As one of the best-known bird painters of the twentieth century, Allan Brooks is a familiar name to most birders. Before his art was more widely recognized, Brooks devoted much of his time and owed much of his income to securing and preparing Canadian birds and mammals for collectors in the US and England. Summer of 1901 found him far to the northwest of his Okanagan Landing home, working in the Cariboo. From a base at 158-Mile House, Brooks made collecting excursions throughout the Horsefly area, including to nearby Carpenter Mountain.
Tennessee warblers arrived there May 22 of that year, and by June 15, “a good many” singing males were present in the area. That day, while Brooks “suffered torments from the mosquitoes,” he followed a female to her nest, whence he “put her off and shot her … as she fluttered off.” Over the next week, he found several more nests, some with eggs and some with nestlings; it is unclear whether he collected the little chicks, but he did take the nests with eggs, which “contained small embryos.” (Auk, January 1902) By 1905, one set, shown in the photo above (Oologist, September 1905), entered the cabinets of J. Parker Norris, Jr., in Philadelphia, joining “an unparalleled long series of wood warbler eggs [that] alone occupied more than an entire large cabinet” (Kiff, “History of the WFVZ,” 2000).
As Kiff tells us, fully half of that enormous oological collection, including most of the North American eggs, passed after Norris’s death into the hands of Nelson Hoy. Over a long life, this Pennsylvania collector amassed some 15,030 sets of eggs (Kiff, “Bird Egg Collections,” Auk 1979), making it the largest such collection privately held in North America.
I do not know whether that collection, which absorbed many others in the twilight period of American oology, was accessible to researchers during Hoy’s lifetime, but he “entertained scout groups and school groups on an almost daily basis” in his private museum in suburban Philadelphia. A year after Hoy’s death in 1979, the nests and eggs—which “more than filled a 42-foot trailer truck“—were moved to the Western Foundation of Vertebrate Zoology, where they remain today.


(What to work on)
Check every line of the material for the word "JSON". Copy those that have it.

[Data for the task Boundary: Start]

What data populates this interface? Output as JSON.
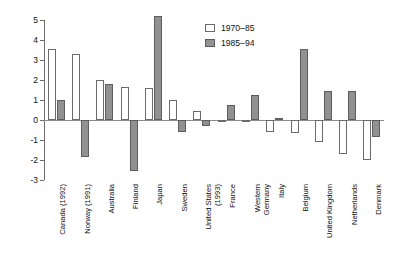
{
  "chart_data": {
    "type": "bar",
    "title": "",
    "subtitle": "",
    "xlabel": "",
    "ylabel": "",
    "ylim": [
      -3,
      5
    ],
    "ytick_labels": [
      "5",
      "4",
      "3",
      "2",
      "1",
      "0",
      "-1",
      "-2",
      "-3"
    ],
    "yticks": [
      5,
      4,
      3,
      2,
      1,
      0,
      -1,
      -2,
      -3
    ],
    "grid": false,
    "legend_position": "top-center-right",
    "categories": [
      "Canada (1992)",
      "Norway (1991)",
      "Australia",
      "Finland",
      "Japan",
      "Sweden",
      "United States\n(1993)",
      "France",
      "Western\nGermany",
      "Italy",
      "Belgium",
      "United Kingdom",
      "Netherlands",
      "Denmark"
    ],
    "series": [
      {
        "name": "1970–85",
        "color": "#ffffff",
        "values": [
          3.55,
          3.3,
          2.0,
          1.65,
          1.6,
          1.0,
          0.45,
          -0.1,
          -0.05,
          -0.6,
          -0.65,
          -1.1,
          -1.7,
          -2.0
        ]
      },
      {
        "name": "1985–94",
        "color": "#919191",
        "values": [
          1.0,
          -1.85,
          1.8,
          -2.55,
          5.2,
          -0.6,
          -0.3,
          0.75,
          1.25,
          0.1,
          3.55,
          1.45,
          1.45,
          -0.85
        ]
      }
    ]
  },
  "legend": {
    "entries": [
      {
        "label": "1970–85",
        "swatch": "light"
      },
      {
        "label": "1985–94",
        "swatch": "dark"
      }
    ]
  }
}
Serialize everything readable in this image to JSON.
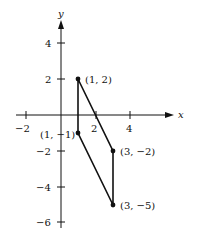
{
  "diagram": {
    "type": "coordinate-plane-polygon",
    "axes": {
      "x_label": "x",
      "y_label": "y",
      "x_ticks": [
        {
          "value": -2,
          "label": "−2"
        },
        {
          "value": 2,
          "label": "2"
        },
        {
          "value": 4,
          "label": "4"
        }
      ],
      "y_ticks": [
        {
          "value": 4,
          "label": "4"
        },
        {
          "value": 2,
          "label": "2"
        },
        {
          "value": -2,
          "label": "−2"
        },
        {
          "value": -4,
          "label": "−4"
        },
        {
          "value": -6,
          "label": "−6"
        }
      ]
    },
    "points": [
      {
        "x": 1,
        "y": 2,
        "label": "(1, 2)"
      },
      {
        "x": 1,
        "y": -1,
        "label": "(1, −1)"
      },
      {
        "x": 3,
        "y": -2,
        "label": "(3, −2)"
      },
      {
        "x": 3,
        "y": -5,
        "label": "(3, −5)"
      }
    ],
    "polygon_order": [
      "(1, 2)",
      "(3, -2)",
      "(3, -5)",
      "(1, -1)"
    ],
    "line_color": "#111111"
  }
}
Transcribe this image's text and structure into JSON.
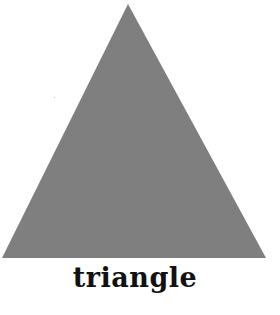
{
  "shape": {
    "name": "triangle",
    "fill": "#7f7f7f",
    "vertices": [
      [
        128,
        4
      ],
      [
        2,
        258
      ],
      [
        266,
        258
      ]
    ]
  },
  "label": "triangle"
}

[Data for the task Boundary: End]

(Result)
What data populates this interface? Output as JSON.
Serialize everything readable in this image to JSON.
Transcribe this image's text and structure into JSON.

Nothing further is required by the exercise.